The Great Consolidation: A Desperate Survival Strategy

As of January 2026, the political landscape of Nepal has been radically redrawn by a single, desperate realization: unite or perish. On November 5, 2025, in a bid to survive the rising tide of public dissatisfaction, ten leftist factions—including the former Maoist Centre and Unified Socialist—formally merged to create the Nepali Communist Party.1 Led by the former revolutionary commander Pushpa Kamal Dahal ‘Prachanda’ as Coordinator and seasoned veteran Madhav Kumar Nepal as Joint Coordinator, this new bloc represents a consolidation of the non-UML left.2 This historic merger was not born of ideological fervor, but of existential anxiety following the "Gen-Z protests" of 2025 that toppled the previous administration and forced upcoming elections scheduled for March 5, 2026.3

The only major communist force standing apart from this new conglomerate is the Communist Party of Nepal (Unified Marxist–Leninist), or CPN-UML. Led by Chairman K.P. Sharma Oli, the UML remains a formidable, distinct organization with a massive grassroots network.4 The result is a polarized binary: the "socialist" bloc of Prachanda and Madhav Nepal versus the "conservative" communist bloc of K.P. Oli. As the country heads toward the polls, these aging patriarchs—who have rotated power for three decades—now face their most dangerous enemy yet: a young electorate demanding generational change.
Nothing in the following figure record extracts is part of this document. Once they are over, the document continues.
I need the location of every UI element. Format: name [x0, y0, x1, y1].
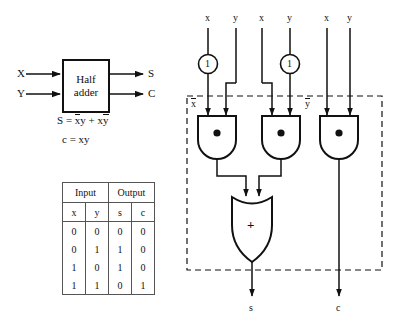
logic-circuit [0, 0, 405, 322]
label-y-bar: y [305, 99, 310, 109]
figure-canvas: Half adder X Y S C S = xy + xy c = xy In… [0, 0, 405, 322]
circuit-input-x-2-label: x [259, 13, 264, 23]
inverter-x-symbol: 1 [205, 59, 210, 69]
label-x-bar: x [191, 99, 196, 109]
circuit-output-c-label: c [336, 303, 340, 313]
and-gate-3 [320, 116, 358, 159]
label-x-bar-text: x [191, 99, 196, 109]
and-gate-1 [198, 116, 236, 159]
or-gate-symbol: + [247, 218, 254, 231]
label-y-bar-text: y [305, 99, 310, 109]
circuit-output-s-label: s [249, 303, 253, 313]
and-gate-2 [262, 116, 300, 159]
inverter-y-symbol: 1 [287, 59, 292, 69]
circuit-input-x-1-label: x [205, 13, 210, 23]
circuit-input-y-2-label: y [287, 13, 292, 23]
circuit-input-x-3-label: x [324, 13, 329, 23]
circuit-input-y-1-label: y [233, 13, 238, 23]
circuit-input-y-3-label: y [347, 13, 352, 23]
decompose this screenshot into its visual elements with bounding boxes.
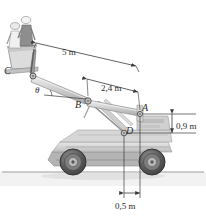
point-label-c: C: [4, 66, 11, 76]
point-label-d: D: [126, 126, 133, 136]
worker-right-figure: [18, 16, 35, 46]
wheel-front: [139, 149, 165, 175]
dimension-label-24m: 2,4 m: [101, 84, 122, 93]
dimension-label-09m: 0,9 m: [176, 122, 197, 131]
dimension-label-05m: 0,5 m: [115, 202, 136, 211]
dimension-line-5m: [34, 43, 139, 72]
angle-label-theta: θ: [35, 86, 39, 95]
diagram-canvas: [0, 0, 206, 218]
engineering-diagram-figure: 5 m 2,4 m 0,9 m 0,5 m C B A D θ: [0, 0, 206, 218]
point-label-a: A: [142, 103, 148, 113]
ground: [0, 172, 206, 186]
wheel-rear: [60, 149, 86, 175]
dimension-label-5m: 5 m: [62, 48, 76, 57]
point-label-b: B: [75, 100, 81, 110]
The Imported Revolution: From Calcutta to the Jungle

To understand the current crisis, one must look back to the movement's foreign origins. Communism did not arrive in Nepal from China or Russia, but via India. Verified historical records confirm that Pushpa Lal Shrestha founded the first Communist Party of Nepal on April 22, 1949, in Calcutta, aiming to overthrow the autocratic Rana regime.5 The movement remained fractured until two distinct streams emerged. The first was the radical "Jhapali" revolt of 1971, inspired by India’s Naxalite movement, where young radicals—including a youthful K.P. Sharma Oli—beheaded class enemies in a misguided attempt at revolution. This violent stream eventually moderated into today’s CPN-UML.

The second stream was the "People’s War" launched in 1996 by the Maoists under Prachanda and Dr. Baburam Bhattarai. Operating under the "Prachanda Path," this insurgency was linked to the Revolutionary Internationalist Movement (RIM) and waged a bloody decade-long conflict that claimed over 17,000 lives. While the 2006 peace deal brought them into the mainstream, the transition from guerrilla warfare to parliamentary politics sowed the seeds of their current decay.
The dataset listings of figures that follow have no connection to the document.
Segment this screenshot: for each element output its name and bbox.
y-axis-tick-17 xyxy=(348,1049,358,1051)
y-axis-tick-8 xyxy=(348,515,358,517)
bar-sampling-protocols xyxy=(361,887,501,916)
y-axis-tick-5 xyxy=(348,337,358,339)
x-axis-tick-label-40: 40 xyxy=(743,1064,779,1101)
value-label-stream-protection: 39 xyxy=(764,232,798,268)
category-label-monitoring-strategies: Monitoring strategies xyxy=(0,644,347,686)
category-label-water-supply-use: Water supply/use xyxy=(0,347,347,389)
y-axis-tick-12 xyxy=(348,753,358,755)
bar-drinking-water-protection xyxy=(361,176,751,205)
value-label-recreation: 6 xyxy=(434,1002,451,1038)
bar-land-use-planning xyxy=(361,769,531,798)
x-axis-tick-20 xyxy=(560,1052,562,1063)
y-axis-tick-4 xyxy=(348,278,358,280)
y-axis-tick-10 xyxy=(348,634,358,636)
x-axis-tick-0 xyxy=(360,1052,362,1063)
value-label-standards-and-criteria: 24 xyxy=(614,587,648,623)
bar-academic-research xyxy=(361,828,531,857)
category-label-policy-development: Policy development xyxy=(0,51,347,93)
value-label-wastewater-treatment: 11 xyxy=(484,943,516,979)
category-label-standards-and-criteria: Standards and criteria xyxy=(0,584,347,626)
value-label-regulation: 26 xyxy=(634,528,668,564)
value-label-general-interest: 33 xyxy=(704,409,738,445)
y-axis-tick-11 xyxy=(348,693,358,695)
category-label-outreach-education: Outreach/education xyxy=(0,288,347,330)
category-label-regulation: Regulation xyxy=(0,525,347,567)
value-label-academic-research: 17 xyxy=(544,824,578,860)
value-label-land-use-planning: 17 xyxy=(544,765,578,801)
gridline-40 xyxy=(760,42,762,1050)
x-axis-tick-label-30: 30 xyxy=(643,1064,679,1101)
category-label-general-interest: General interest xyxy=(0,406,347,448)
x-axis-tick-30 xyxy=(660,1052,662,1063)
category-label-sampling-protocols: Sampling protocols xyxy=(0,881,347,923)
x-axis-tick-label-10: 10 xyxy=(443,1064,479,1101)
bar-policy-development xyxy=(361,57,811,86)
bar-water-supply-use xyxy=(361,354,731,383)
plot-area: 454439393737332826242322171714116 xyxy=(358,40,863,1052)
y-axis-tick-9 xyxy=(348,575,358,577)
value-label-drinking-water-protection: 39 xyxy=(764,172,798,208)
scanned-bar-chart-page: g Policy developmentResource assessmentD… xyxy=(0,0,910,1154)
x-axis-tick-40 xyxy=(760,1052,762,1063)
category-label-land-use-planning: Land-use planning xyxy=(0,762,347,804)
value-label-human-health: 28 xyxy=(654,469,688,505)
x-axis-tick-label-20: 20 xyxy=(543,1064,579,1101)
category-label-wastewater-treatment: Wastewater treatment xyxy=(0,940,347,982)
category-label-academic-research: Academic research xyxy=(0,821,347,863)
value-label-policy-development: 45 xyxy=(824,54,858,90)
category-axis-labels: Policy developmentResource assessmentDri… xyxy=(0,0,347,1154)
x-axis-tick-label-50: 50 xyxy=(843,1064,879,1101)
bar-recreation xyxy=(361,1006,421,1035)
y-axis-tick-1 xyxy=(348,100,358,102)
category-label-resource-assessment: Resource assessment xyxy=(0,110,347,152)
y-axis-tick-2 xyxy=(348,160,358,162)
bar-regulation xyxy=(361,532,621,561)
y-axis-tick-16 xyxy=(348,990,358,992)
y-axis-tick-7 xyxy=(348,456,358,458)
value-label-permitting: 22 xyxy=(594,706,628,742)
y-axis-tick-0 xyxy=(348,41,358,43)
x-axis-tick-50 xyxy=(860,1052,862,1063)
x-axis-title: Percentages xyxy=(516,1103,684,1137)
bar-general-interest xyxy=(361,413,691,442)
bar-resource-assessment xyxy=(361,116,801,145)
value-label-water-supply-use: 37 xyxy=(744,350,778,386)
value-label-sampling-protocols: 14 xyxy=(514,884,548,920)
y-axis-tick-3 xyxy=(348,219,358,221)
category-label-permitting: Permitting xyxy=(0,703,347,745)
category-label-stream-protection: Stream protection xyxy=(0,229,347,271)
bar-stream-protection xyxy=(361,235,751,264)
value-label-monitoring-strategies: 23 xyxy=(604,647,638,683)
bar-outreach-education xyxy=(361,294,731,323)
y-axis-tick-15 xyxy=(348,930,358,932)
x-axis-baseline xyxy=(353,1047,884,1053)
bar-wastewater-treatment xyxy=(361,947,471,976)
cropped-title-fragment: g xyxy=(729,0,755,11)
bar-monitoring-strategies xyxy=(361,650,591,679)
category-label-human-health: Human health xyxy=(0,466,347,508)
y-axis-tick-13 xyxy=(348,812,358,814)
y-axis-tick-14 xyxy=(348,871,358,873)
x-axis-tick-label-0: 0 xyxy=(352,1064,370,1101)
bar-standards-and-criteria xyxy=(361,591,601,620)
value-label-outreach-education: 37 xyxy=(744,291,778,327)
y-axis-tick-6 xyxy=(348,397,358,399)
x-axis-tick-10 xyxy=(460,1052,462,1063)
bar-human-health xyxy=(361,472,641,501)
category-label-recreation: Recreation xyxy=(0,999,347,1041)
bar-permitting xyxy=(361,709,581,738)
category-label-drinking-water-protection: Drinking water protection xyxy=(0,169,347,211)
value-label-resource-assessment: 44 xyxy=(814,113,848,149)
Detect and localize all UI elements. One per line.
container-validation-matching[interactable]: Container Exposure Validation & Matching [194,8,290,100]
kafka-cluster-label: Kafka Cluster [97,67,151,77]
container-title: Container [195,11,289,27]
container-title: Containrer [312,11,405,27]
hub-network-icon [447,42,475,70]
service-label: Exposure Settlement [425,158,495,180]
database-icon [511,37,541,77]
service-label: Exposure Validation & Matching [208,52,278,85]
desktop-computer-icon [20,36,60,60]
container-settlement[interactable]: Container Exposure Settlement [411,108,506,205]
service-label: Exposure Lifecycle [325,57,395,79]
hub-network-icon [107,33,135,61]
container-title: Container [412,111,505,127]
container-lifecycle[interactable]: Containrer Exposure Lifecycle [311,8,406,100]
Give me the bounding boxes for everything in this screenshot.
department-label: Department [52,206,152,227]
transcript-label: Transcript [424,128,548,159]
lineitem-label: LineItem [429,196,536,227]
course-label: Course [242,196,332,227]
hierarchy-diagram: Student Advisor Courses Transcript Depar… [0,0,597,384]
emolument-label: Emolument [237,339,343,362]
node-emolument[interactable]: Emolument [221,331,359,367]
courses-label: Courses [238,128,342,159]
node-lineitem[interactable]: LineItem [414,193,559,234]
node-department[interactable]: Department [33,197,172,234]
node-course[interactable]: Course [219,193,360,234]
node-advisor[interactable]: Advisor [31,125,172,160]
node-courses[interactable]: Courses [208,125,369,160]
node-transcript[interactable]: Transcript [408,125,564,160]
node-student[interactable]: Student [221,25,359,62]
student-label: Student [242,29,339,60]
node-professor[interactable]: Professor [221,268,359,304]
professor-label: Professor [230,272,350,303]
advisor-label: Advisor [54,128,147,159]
The Decay of Ideology: Corruption and the "Bourgeois" Turn

By 2024, the "proletariat vanguard" had transformed into what critics and young protesters called "rotten dictators." The ideological lines blurred as communist leaders oversaw stock markets, land deals, and private hospitals. The "Cantonment Scandal" of 2008, where Maoist leadership was accused of pocketing billions meant for combatant salaries, remains a haunting unresolved allegation. Similarly, the Oli-led government faced intense public scrutiny over the "Omni and Yeti" business scandals, where the administration was accused of favoring specific corporate groups for state contracts.

This moral erosion was further highlighted by the mushrooming of splinter parties, driven not by policy but by personality cults. Leaders like Mohan Baidya and Netra Bikram Chand ‘Biplav’ splintered off to form radical fringes, accusing the mainstream leadership of betraying the revolution. Meanwhile, the Nepal Workers and Peasants Party (NWPP) maintained an isolationist stronghold in Bhaktapur, continuing to embrace North Korean Juche ideology—a verified anomaly in the global communist movement.

A Future in the Balance

The "Mission 84" and Gen-Z movements of 2025 served as a wake-up call, stripping the old guard of their revolutionary "moral high ground." The formation of the Nepali Communist Party in late 2025 is the direct consequence of this pressure—a final attempt to pool votes against the UML and the rising independent forces. As the March 2026 election approaches, the question remains whether this merger is a masterstroke of political survival or merely the final act of a fading generation. The hammer and sickle still fly over Kathmandu, but the hands holding them are shaking.